The analogy of “The Little Engine that Could”
Published 4:08 pm Saturday, August 15, 2015
Live United, by Ann Austin
“Chug, chug, chug. Puff, puff, puff. Ding-dong, ding-dong. The little train rumbled over the tracks. She was a happy little train…”
“The Little Engine That Could” is a book most of us remember from childhood. Right now, it’s my daughter’s favorite.
She has the first two lines to this story memorized, and she’s been saying them often lately.
I admit I wasn’t thrilled when she decided “The Little Engine” was her new favorite book. I have others I prefer — stories about animals or nature.
But, reading it several times every night has made me realize how profound and beautiful the story actually is and why my 2 1/2-year-old loves it so much.
The little train was happy because she was carrying toys and good food for children who lived in the valley. As she headed up the mountain, she suddenly broke down. With no hope in sight, she and the toys began to worry about the children and what they would do without good food to eat.
There were three engines they encountered before the Little Engine came along — each one refused to help, even though they heard about how the children would not have any toys to play with or good food to eat.
The first engine said it was too good to help them because it was a passenger engine: “I pull the likes of you? Indeed not!”
The second engine said it was too useful to help them because it was a freight engine: “I am a very important engine indeed. I won’t pull the likes of you!”
The third engine was very old and tired and seemed to feel sympathy, but didn’t believe it could help. So it left.
The Little Engine then came — though she had never been over the mountain and didn’t know if she could do it, she felt compassion for the toys and the little children who wouldn’t have any food to eat. This compassion drove her to try — and she was successful!
The little clown is the true hero of this story — he is the one who asked each engine if they were able to help, even as he was continually turned down. He never gave up hope, even though he was belittled, insulted and pushed aside.

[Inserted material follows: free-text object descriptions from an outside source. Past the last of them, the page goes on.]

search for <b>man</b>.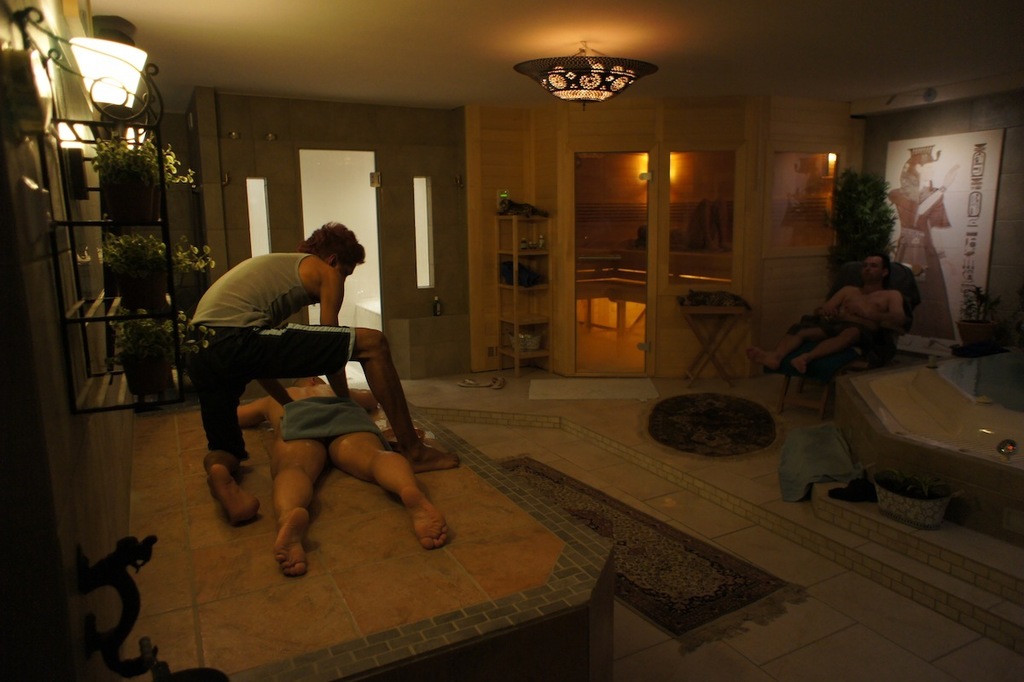
Found at box=[745, 252, 908, 379].
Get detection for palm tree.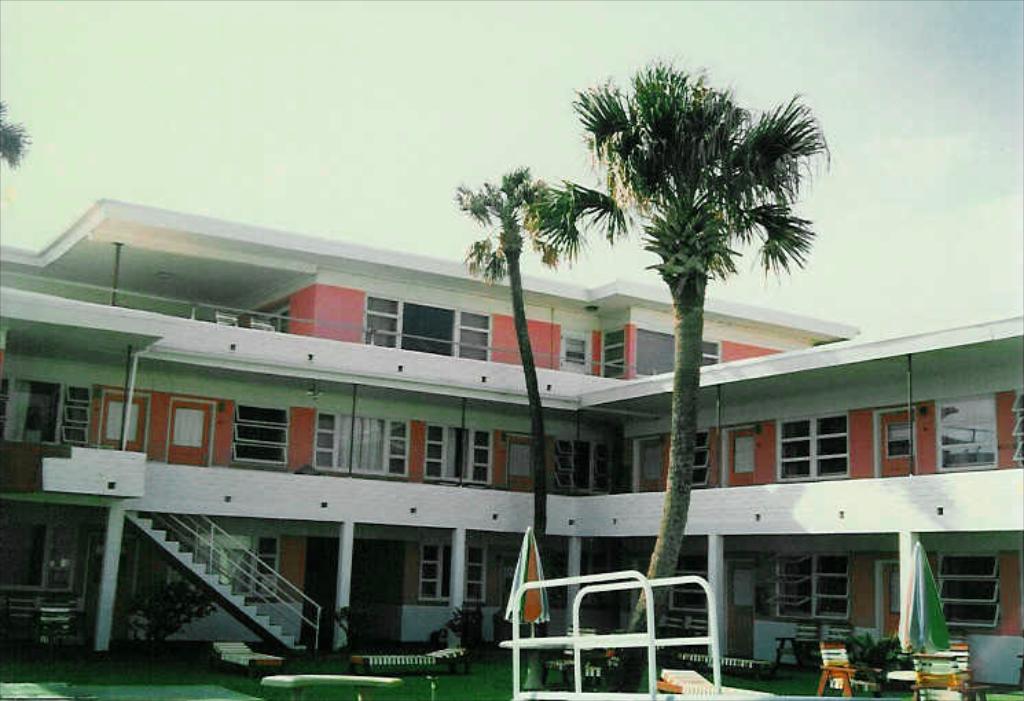
Detection: {"left": 451, "top": 169, "right": 572, "bottom": 555}.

This story, to me, is an analogy about how we treat others who ask for our help. We often feel we are too important or busy or they do not deserve help.

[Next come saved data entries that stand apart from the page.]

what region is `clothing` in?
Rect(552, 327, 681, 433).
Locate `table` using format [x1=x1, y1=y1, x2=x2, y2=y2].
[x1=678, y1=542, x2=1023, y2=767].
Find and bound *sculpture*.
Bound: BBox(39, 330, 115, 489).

When we consider the trains as people in our own community, the story takes on a deeper meaning.
There are so many people who don’t know what hope feels like. Hope seemed to well eternally inside of the little clown. Yet, in reality, hope is what so many people who struggle are lacking.
When we tear people down who ask for help or who struggle, we are not only denying them the possibility of a better tomorrow, but any semblance of hope. We often talk about poverty as a lack of physical resources, but I have come to realize the greatest form of poverty is our own spiritual poverty and our authentic connection to others.

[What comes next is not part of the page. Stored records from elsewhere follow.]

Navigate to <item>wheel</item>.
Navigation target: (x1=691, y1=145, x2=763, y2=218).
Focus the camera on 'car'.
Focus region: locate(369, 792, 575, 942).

Even the people who offer to help, at times, shame the people they are helping by believing they are not capable of learning or improving their lives. This is an indication of the spiritual poverty that resides in people who are “doing well on their own.”
Like the trains who refused help and felt no connection to the struggle of the little train or the children who wouldn’t have food, people turn their backs so easily and proclaim it is not their problem.
So many people stop asking for help or don’t ask for help just as they had a chance of making a breakthrough in their lives, because they are continually discouraged — not necessarily from the situation they are in, but from the people they encounter.
What we miss when we push people away, is a greater realization of what our lives mean.
The Little Engine had never been over the mountain; she had never seen the valley or met the children who lived there. Because she chose to help, she saw a different world than she had known; she discovered she was capable of more than she realized and her life’s work took on new meaning.
If only we all could be as brave as she was.
Ann Austin is the executive director of the United Way of Freeborn County.